Acknowledgements The authors are grateful to the Estonian Genome Centre of the University of Tartu and its director, Professor Andres Metspalu, for help in collecting the data and the kind permission to use the data in the current study.

Contributors AR: conceived the study, prepared the data, and contributed to the analysis of data and writing of the manuscript. LK-A: helped with data preparation.

AWME, HvM and JA: contributed to the interpretation of data and critically reviewed and commented on the manuscript. All authors reviewed and approved the final version of the manuscript.

Funding Preparation of this manuscript was supported by institutional research funding (IUT2-13) from the Estonian Ministry of Education and Science to JA and by the European Research Council Consolidator Grant to AWME (ERC-2013-CoG-617700).

Disclaimer The authors were completely independent from funders in conducting this study and writing this manuscript.

Competing interests None declared.

Patient consent Not required.

ethics approval This research was approved by the Research Ethics Committee of the University of Tartu (approvals: 236/M-29, 14 May 2014; 206/T-4, 22 August 2011; 170/T-38, 28 April 2008; 166/T-21, 17 December 2007).

Provenance and peer review Not commissioned; externally peer reviewed.

Data sharing statement No additional data available. The data used for this research are available for scrutiny at the Estonian Genome Centre of the University of Tartu (EGCUT), but cannot be released because of the licensing conditions to which we are obliged to adhere.

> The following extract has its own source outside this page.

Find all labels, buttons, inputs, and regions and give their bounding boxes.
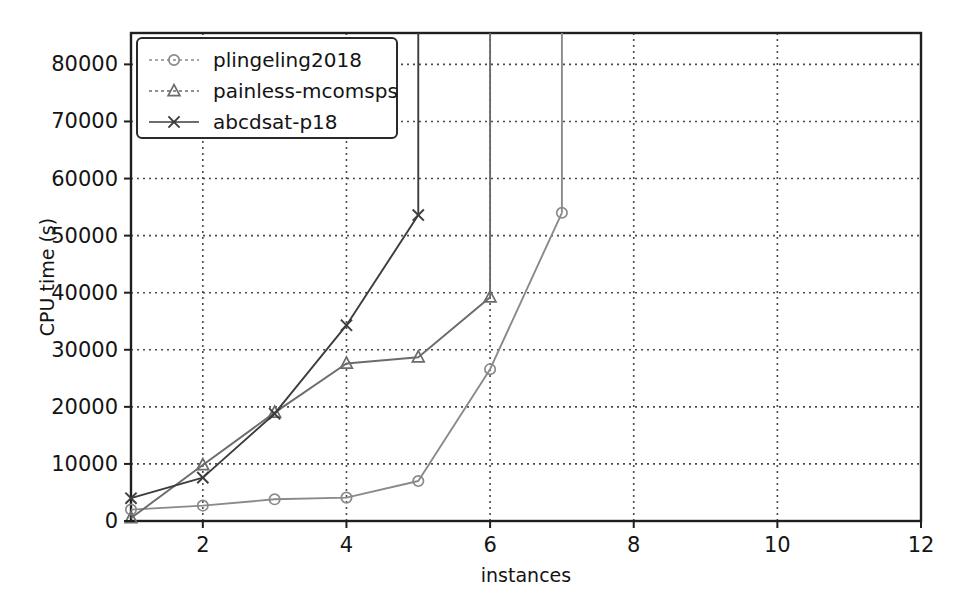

Open access This is an open access article distributed in accordance with the Creative Commons Attribution Non Commercial (CC BY-NC 4.0) license, which permits others to distribute, remix, adapt, build upon this work non-commercially, and license their derivative works on different terms, provided the original work is properly cited, appropriate credit is given, any changes made indicated, and the use is non-commercial. See:©http://

creativecommons. org/ licenses/ by- nc/ 4. 0/.